A longtime personal friend, mentor and teacher, he lived a long, full, rich life. Among his 50 documentaries, All My Babies (1953) for the Georgia Department of Public Health included a live birth to educate black midwives working in rural poverty in the deeply segregated south. I was privileged to travel with George to visit the family of Mary Coley, the midwife featured in the film, and of some of the babies she birthed.
George’s media activism was firmly rooted in community. The NYTimes:
Mr. Stoney had only recently joined the faculty of New York University’s film school in 1971 when he helped found the Alternate Media Center, a university project for training students and community members how to use video cameras, a technology that was new at the time. That project led to his interest in another newly emerging medium — cable television — and the opportunity its vastly expanded spectrum presented for grass-roots filmmaking.
With other media-savvy activists, including his Media Center co-founder, Red Burns, Mr. Stoney helped create the National Federation of Local Cable Programmers, which began lobbying industry and government regulatory agencies. If cable companies were going to put their cables beneath or above public streets, they argued, they should be required to give citizens a share of the new cable broadcast spectrum — public access. That requirement was added to federal communications law in 1984.
A few weeks ago friends sang for him at his Patchogue, Long Island, birthday bash. The annual summer gathering brought together family, friends, students and colleagues from around the world. From his hometown obit:
“George Stoney was one of the pioneers of documentary film, bringing his early work and training as a journalist to enrich the genre,” said Jane Daugherty, a family friend who teaches journalism at the University of Miami. “As a friend, more importantly, he was an inspiration: dedicated to social justice and to making public television and his films tools of democracy. He was also an extraordinary teacher at NYU and Stanford and in the larger community of filmmakers. He will be missed.” …
He was born in Winston-Salem in 1916. He graduated from Reynolds High School in 1933 and went to the University of North Carolina at Chapel Hill, where he graduated in 1937 with a bachelor’s degree in English and journalism.
“His father was a traveling preacher who did not make a lot of money,” Daugherty said, “so George quite literally worked his way through the University of North Carolina in the 1930s, sometimes sleeping in unheated attics of friends because he could not afford a rooming house or place in a dorm.”
In this 2012 POV interview he articulates his theory of documentary filmmaking, the same one he taught me nearly 30 years ago and the one that I have followed to this day. His legacy lives on in all of his students.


Reproduce the records below exactly as they appear.

Data entries for graphics
═══

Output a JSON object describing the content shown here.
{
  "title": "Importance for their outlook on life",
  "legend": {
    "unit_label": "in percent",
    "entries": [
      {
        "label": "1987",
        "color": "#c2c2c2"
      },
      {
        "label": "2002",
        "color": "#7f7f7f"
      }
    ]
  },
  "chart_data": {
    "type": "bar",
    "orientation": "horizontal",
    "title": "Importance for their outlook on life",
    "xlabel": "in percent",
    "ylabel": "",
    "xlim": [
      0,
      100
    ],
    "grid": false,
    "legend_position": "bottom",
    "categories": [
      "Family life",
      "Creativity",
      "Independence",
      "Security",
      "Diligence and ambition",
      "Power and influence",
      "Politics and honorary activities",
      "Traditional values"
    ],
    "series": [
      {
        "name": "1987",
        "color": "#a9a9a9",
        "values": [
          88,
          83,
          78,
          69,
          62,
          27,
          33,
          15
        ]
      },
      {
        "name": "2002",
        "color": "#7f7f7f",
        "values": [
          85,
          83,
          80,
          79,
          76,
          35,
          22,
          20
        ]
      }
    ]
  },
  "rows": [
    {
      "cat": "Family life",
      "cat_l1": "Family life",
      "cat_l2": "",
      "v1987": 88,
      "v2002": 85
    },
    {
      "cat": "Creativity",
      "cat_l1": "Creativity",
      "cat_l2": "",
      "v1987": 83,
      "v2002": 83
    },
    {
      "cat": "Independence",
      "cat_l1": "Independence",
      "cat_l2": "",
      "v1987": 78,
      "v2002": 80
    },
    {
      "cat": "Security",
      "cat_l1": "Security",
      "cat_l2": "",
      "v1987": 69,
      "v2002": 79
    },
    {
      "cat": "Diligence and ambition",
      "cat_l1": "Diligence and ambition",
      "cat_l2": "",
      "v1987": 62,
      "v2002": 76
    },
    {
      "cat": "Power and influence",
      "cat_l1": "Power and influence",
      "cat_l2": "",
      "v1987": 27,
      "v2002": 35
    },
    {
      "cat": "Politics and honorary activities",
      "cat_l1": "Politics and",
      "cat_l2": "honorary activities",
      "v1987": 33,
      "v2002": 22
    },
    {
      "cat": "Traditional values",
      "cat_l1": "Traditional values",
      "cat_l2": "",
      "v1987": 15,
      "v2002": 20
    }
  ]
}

═══

- **TASK OUTPUT**
Output a JSON object describing the content shown here.
{
  "title": "Importance for their outlook on life",
  "legend": {
    "unit_label": "in percent",
    "entries": [
      {
        "label": "1987",
        "color": "#c2c2c2"
      },
      {
        "label": "2002",
        "color": "#7f7f7f"
      }
    ]
  },
  "chart_data": {
    "type": "bar",
    "orientation": "horizontal",
    "title": "Importance for their outlook on life",
    "xlabel": "in percent",
    "ylabel": "",
    "xlim": [
      0,
      100
    ],
    "grid": false,
    "legend_position": "bottom",
    "categories": [
      "Family life",
      "Creativity",
      "Independence",
      "Security",
      "Diligence and ambition",
      "Power and influence",
      "Politics and honorary activities",
      "Traditional values"
    ],
    "series": [
      {
        "name": "1987",
        "color": "#a9a9a9",
        "values": [
          88,
          83,
          78,
          69,
          62,
          27,
          33,
          15
        ]
      },
      {
        "name": "2002",
        "color": "#7f7f7f",
        "values": [
          85,
          83,
          80,
          79,
          76,
          35,
          22,
          20
        ]
      }
    ]
  },
  "rows": [
    {
      "cat": "Family life",
      "cat_l1": "Family life",
      "cat_l2": "",
      "v1987": 88,
      "v2002": 85
    },
    {
      "cat": "Creativity",
      "cat_l1": "Creativity",
      "cat_l2": "",
      "v1987": 83,
      "v2002": 83
    },
    {
      "cat": "Independence",
      "cat_l1": "Independence",
      "cat_l2": "",
      "v1987": 78,
      "v2002": 80
    },
    {
      "cat": "Security",
      "cat_l1": "Security",
      "cat_l2": "",
      "v1987": 69,
      "v2002": 79
    },
    {
      "cat": "Diligence and ambition",
      "cat_l1": "Diligence and ambition",
      "cat_l2": "",
      "v1987": 62,
      "v2002": 76
    },
    {
      "cat": "Power and influence",
      "cat_l1": "Power and influence",
      "cat_l2": "",
      "v1987": 27,
      "v2002": 35
    },
    {
      "cat": "Politics and honorary activities",
      "cat_l1": "Politics and",
      "cat_l2": "honorary activities",
      "v1987": 33,
      "v2002": 22
    },
    {
      "cat": "Traditional values",
      "cat_l1": "Traditional values",
      "cat_l2": "",
      "v1987": 15,
      "v2002": 20
    }
  ]
}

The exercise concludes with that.